I already looked all around, and can't find a solution: I have a form to upload files, and it should fire the submit after the file selection.
On FF/Chrome it goes weel, and submit the form after file selection, but I can't do this on ie.
Already tried with click/propertychange but nothing happens. Some code I already tried:
$("#attach").attr("onChange", "alert('I changed')");
$("#attach").live($.browser.msie? 'propertychange': 'change', function(e) { ... });
Any sugestions to I try?
Edit1: I think there's a important information, this input file, is created on the fly, because of it I use .live() to bind the event
This is really late, but I was having the same problem, and I solved it by using a styled
<label>
tag with a slight workaround for Firefox.http://jsfiddle.net/djibouti33/uP7A9/
The Goals:
The Browsers:
The Initial Solution:
The Problem:
The Workaround Solution:
Hope this helps! Check out the jsfiddle for details on the html/js/css used to make it all work.
I was having the same issue with IE (including IE 9). The UI logic is:
div
element triggers theclick
event on afile-input-element
so that user click on adiv
trigger file open dialogchange
event handler to thefile-input-element
to ensure theform
is submitted when file open dialog closedThe app (running inside an iframe) works like a charm on Chrome and FF. But soon I found it doesn't work on IE as when user selected a file and close the dialog the form didn't submit.
The final solution is to drop the logic #1 "click on
div
element triggerclick
event on file input element" and let user to click on thefile input element
directly, and then it works.BTW, the reason we have a
div
element is we want to hide the browser rendered controls because we have everything in the background image. However setdisplay
tonone
makes the control not able to respond a user interaction event. So we move thefile-input-element
to outside of the view port and use adiv
element to replace it. Since this doesn't work on IE, we end up with move back thefile-input-element
and set it'sopacity
to 0. On IE 8 or less which doesn't supportopacity
, we use filter to make it transparent:This has always worked for me in IE6 ad IE7.
It works in IE, but if you want to emulate "live" behavior, you should add "onChange" attribute to each new element when create its.
In IE onchange event works fine when it filled out in html tag directly. Like:
For IE You can use the "onfocus" event to catch the change of uploading file. Once the file browsing dialog is closed the onfocus event is triggered. You can check this by adding this line to your page:
<input type="file" onfocus="javascript:alert('test');" />
Once the dialog is closed the alert message is shown.
This solution is only for IE, not for FF or Chrome.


- _WORK REQUEST_
Among the entries below, how many lines have the word "each"? Answer only with the number.

- _DATA FOR THIS TASK_
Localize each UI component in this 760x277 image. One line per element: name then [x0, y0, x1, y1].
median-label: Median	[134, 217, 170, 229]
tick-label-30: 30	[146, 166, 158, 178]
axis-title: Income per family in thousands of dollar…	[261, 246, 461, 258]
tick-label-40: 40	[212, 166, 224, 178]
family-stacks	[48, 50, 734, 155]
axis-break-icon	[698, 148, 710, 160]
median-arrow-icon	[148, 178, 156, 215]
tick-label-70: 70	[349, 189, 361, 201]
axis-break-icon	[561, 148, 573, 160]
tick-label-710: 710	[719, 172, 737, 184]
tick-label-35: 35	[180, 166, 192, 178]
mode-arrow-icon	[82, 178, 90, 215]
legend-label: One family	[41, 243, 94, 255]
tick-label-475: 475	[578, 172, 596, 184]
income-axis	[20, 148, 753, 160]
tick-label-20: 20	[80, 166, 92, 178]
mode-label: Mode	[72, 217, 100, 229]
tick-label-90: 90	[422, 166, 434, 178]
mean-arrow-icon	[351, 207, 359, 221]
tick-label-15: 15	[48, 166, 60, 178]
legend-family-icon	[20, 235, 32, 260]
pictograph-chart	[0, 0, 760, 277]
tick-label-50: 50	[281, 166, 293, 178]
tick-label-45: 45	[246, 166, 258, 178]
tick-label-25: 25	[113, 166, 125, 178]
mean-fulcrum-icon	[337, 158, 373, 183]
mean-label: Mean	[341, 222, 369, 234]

---

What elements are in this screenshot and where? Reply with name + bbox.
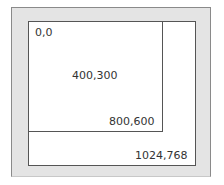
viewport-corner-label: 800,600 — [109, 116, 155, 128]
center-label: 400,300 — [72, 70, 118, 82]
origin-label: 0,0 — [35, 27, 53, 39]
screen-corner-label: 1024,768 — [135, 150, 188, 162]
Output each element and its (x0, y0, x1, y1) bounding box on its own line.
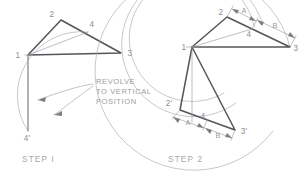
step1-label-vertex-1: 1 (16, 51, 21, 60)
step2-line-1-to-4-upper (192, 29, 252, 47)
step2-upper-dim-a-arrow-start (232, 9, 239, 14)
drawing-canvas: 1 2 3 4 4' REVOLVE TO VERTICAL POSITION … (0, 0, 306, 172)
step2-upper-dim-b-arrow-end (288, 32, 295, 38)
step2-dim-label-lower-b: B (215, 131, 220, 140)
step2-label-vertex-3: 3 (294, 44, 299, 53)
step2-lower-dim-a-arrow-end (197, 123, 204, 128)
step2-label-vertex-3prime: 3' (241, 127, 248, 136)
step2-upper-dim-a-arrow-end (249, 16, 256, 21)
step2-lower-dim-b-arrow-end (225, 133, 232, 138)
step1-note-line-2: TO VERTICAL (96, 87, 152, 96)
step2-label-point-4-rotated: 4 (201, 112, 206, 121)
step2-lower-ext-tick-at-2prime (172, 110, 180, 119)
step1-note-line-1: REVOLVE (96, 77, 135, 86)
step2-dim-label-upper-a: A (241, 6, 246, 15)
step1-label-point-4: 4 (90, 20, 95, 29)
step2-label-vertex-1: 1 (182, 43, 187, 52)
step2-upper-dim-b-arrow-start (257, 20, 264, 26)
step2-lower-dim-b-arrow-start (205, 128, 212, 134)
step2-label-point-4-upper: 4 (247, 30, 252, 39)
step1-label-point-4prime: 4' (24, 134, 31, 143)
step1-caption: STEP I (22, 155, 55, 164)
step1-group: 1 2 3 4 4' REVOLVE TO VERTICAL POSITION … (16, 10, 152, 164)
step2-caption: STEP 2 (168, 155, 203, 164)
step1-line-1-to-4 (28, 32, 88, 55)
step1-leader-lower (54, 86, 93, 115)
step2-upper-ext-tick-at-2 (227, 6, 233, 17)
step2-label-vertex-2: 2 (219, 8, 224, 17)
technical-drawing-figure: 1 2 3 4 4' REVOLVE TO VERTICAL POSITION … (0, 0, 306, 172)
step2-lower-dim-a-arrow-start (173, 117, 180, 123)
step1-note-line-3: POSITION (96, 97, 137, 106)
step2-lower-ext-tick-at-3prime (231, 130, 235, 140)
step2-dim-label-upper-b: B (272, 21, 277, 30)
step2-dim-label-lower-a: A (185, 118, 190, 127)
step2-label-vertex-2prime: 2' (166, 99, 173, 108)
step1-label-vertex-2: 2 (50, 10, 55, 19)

- _SOLUTION_
2